• To those who periodically claim that 'the Americans don't have a sense of irony', I always point them in the direction of Seinfeld, Cheers and many other TV comedies to demonstrate just what complete cobblers they are talking. OK, in a country with a population of 319 million people compared to oh-so-ironic Old Blighty's mere 64 million – that's almost five times as many Yanks as Brits – there are bound to be more than a few po-faced individuals who think 'irony' is the 'science of ironing' than here – almost five times as many, probably - but then we in Britain also have our fair share (and I have worked for a few).

    Well, if that claim yet again raises its ugly head in my company, I shall advise the claimant to seek out and watch all ten episodes of Search Party. It is, in more than one way, quite a little gem.

    The premise at the heart of the deal is the same as in Seinfeld: take four utterly self-obsessed narcissistic 'millennials' (I'm rather too old to qualify, so I give it a set of ironic quote marks) and follow their lives and sometimes lies. Then throw in a real mystery – the disappearance of a classmate they barely knew and didn't much like but whose fate becomes yet another burden they must bear, sob, sob – and you have a story which fills ten episodes very satisfyingly indeed. (NB They are just 20 minutes long here in Britain because we have been saved ten minutes of crass ads which tend to ruin most programmes.) The performances by the four main characters are so good, funny and entertaining, that the actors deserve an individual mention: Alia Shawkat, John Reynolds, Meredith Hanger and John Early. Alia plays the girl with no life (her daily occupation is to assist for no pay in the most inane way possible a rich New York divorcée who has time on her hands to kill). Her boyfriend is John Reynolds, an unpaid intern. Meredith Hagner (a real hoot) is a small-part TV actress, and John Early is their outrageously camp gay who manages to pull of the difficult trick of not making his gay character into a caricature: he's the real deal and wins you over despite his behaviour.

    That the writers are aware shows in their inclusion of one or two characters, mainly older ones, who are far more grounded and not quite as self-obsessed.

    It would be pointless to give a blow-by-blow rendition of the plot, but I should add that it is not just a dramatic device to show us the lives of our four egoists. I shall certainly keep an eye out for the future work of the four, as their work in Search Party can by no means be a one-off. Give this a whirl: if you don't like it, don't think it's funny, think it is nothing special, my advice is to seek out the local branch of your Po-faced Citizens Of America and take out a life membership.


Goal of the exercise — Where the records below show the word "Holiday" in a line, please copy that line.

Data excerpts —
========================================

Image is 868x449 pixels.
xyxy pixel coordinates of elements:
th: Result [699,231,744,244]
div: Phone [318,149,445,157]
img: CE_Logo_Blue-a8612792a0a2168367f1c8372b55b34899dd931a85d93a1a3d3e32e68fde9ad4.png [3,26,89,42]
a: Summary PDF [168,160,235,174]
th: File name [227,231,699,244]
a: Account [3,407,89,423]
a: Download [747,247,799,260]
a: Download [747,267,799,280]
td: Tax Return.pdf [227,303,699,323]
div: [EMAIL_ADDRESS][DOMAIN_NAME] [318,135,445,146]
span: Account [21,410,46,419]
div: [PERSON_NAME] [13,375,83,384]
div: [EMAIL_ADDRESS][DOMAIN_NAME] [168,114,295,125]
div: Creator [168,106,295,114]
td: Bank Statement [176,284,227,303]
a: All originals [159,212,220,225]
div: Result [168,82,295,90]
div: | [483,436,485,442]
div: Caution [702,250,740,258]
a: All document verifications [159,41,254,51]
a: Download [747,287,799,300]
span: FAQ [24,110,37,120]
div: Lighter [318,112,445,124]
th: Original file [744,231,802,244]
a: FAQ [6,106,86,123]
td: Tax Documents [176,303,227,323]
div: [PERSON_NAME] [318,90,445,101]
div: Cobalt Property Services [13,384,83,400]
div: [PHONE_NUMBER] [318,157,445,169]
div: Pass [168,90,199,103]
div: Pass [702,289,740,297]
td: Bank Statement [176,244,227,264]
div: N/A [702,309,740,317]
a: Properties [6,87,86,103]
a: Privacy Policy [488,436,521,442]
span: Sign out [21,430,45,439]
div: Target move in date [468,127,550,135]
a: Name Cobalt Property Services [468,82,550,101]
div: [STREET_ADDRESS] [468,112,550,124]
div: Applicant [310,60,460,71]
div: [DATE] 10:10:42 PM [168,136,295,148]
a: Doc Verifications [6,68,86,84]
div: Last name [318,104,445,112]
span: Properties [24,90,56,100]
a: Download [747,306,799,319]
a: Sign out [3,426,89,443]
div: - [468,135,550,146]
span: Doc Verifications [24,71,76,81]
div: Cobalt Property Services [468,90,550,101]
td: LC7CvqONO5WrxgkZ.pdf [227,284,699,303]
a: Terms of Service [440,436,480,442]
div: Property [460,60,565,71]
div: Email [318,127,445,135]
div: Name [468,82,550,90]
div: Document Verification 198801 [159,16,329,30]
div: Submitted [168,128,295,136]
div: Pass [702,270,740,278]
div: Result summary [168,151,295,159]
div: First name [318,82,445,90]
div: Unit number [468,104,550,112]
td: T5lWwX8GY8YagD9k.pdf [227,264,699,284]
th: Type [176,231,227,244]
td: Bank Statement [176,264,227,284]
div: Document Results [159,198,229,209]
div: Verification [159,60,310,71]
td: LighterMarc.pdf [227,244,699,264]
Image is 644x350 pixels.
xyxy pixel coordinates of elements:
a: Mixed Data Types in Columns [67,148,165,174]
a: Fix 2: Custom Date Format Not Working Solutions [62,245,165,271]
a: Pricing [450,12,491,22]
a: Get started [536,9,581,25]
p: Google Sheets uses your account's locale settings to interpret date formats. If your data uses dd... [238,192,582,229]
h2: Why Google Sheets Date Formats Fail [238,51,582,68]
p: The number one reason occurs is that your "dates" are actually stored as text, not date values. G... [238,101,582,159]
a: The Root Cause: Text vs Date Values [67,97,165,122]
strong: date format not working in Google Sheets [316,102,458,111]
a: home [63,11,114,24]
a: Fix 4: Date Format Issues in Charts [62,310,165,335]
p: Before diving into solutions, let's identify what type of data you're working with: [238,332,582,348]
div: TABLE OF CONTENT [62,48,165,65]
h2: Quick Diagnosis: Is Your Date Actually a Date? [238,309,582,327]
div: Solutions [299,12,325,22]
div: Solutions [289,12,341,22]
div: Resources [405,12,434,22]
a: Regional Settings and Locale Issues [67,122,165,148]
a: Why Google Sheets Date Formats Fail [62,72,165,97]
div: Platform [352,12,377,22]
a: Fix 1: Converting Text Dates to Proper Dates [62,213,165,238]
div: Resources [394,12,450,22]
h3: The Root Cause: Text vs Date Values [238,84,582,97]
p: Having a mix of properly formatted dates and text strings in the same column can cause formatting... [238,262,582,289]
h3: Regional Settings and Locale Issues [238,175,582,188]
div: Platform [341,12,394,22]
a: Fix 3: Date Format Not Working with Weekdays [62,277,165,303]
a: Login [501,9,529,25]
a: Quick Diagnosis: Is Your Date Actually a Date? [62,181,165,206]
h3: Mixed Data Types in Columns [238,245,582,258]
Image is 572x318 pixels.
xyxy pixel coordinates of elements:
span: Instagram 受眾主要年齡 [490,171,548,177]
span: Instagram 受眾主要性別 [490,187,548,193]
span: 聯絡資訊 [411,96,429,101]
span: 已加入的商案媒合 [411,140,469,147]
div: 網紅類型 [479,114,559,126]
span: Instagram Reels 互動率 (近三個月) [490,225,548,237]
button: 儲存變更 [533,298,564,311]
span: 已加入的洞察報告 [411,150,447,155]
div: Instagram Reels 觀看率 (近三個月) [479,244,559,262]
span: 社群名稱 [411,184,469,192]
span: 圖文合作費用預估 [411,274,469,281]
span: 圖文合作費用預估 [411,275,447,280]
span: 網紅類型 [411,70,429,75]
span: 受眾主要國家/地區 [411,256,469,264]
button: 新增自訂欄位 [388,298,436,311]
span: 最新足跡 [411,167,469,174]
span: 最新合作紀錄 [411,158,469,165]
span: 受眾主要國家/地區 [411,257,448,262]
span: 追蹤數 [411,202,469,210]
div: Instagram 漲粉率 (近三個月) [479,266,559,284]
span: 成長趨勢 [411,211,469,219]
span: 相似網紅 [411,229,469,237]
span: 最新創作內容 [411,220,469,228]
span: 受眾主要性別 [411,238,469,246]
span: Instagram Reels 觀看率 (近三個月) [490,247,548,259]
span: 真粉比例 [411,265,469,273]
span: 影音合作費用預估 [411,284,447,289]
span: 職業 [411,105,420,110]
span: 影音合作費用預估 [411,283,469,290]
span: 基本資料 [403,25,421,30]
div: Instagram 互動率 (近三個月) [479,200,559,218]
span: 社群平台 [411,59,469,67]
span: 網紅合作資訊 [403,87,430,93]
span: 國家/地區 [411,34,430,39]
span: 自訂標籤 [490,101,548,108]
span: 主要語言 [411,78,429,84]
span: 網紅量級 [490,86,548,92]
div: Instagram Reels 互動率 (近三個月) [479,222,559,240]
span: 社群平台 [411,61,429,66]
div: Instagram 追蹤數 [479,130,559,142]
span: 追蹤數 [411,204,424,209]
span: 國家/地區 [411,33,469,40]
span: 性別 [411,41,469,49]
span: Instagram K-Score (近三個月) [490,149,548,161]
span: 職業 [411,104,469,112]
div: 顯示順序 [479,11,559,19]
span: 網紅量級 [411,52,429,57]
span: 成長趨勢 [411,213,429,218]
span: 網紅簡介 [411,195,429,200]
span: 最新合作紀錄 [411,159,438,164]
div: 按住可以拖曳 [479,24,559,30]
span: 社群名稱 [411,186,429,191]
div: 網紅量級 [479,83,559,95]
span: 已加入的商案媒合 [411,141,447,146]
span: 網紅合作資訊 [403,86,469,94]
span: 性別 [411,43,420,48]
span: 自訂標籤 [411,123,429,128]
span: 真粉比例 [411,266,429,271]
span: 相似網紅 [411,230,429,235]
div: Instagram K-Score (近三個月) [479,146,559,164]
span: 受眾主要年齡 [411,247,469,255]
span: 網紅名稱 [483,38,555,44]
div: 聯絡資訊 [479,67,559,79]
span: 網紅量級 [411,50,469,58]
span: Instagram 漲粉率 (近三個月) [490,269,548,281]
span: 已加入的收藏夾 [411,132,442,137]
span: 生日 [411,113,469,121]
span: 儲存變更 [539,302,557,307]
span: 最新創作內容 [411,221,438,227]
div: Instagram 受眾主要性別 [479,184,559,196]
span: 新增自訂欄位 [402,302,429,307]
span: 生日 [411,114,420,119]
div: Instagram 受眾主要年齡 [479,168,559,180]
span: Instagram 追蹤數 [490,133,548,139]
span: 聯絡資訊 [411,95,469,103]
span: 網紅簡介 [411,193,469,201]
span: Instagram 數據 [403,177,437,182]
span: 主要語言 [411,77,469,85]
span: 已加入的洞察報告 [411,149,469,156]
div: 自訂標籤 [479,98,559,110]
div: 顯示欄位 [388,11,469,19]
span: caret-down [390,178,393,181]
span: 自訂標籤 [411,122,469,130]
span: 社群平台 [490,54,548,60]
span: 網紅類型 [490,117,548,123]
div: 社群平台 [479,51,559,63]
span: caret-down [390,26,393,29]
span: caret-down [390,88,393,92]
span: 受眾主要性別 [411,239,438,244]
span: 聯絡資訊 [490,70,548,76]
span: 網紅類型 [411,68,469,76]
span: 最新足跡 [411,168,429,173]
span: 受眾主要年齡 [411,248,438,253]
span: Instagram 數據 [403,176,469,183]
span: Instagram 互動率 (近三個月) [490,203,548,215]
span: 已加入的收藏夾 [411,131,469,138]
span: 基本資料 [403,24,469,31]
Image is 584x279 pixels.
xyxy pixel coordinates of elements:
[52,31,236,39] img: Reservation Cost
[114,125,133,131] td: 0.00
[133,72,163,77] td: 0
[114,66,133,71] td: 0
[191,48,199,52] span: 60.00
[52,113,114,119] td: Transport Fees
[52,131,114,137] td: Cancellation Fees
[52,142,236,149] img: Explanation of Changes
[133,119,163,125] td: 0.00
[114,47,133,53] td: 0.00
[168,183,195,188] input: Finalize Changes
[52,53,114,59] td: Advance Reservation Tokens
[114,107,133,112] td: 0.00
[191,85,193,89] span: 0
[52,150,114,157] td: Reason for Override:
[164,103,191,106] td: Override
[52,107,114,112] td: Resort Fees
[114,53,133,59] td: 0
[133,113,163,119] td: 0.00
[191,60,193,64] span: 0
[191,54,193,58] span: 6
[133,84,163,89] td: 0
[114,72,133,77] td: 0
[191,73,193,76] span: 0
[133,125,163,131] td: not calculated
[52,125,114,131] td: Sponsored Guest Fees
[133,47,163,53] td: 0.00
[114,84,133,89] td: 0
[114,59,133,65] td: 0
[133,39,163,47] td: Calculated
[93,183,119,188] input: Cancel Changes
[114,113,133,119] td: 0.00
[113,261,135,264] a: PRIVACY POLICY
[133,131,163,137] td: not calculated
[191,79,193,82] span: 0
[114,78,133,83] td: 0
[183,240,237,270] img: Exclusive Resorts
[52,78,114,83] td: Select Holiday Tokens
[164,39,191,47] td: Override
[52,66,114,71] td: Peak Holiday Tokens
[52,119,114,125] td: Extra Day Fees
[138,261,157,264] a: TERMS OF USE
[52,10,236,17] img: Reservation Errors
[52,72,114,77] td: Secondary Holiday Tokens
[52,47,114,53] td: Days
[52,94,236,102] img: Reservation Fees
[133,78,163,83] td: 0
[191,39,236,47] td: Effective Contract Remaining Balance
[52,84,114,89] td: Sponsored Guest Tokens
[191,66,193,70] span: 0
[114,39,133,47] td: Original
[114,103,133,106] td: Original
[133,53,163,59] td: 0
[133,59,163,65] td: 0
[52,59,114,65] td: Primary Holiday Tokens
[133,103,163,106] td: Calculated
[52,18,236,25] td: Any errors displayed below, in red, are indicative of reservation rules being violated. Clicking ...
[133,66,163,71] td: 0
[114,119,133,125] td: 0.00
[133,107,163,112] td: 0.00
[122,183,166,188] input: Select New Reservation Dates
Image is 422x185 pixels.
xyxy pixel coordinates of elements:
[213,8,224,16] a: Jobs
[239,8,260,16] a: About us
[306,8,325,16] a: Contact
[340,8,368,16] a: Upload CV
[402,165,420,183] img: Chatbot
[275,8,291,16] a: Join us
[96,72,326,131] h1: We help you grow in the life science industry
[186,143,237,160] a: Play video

========================================

Response area —
[52,78,114,83] td: Select Holiday Tokens
[52,66,114,71] td: Peak Holiday Tokens
[52,72,114,77] td: Secondary Holiday Tokens
[52,59,114,65] td: Primary Holiday Tokens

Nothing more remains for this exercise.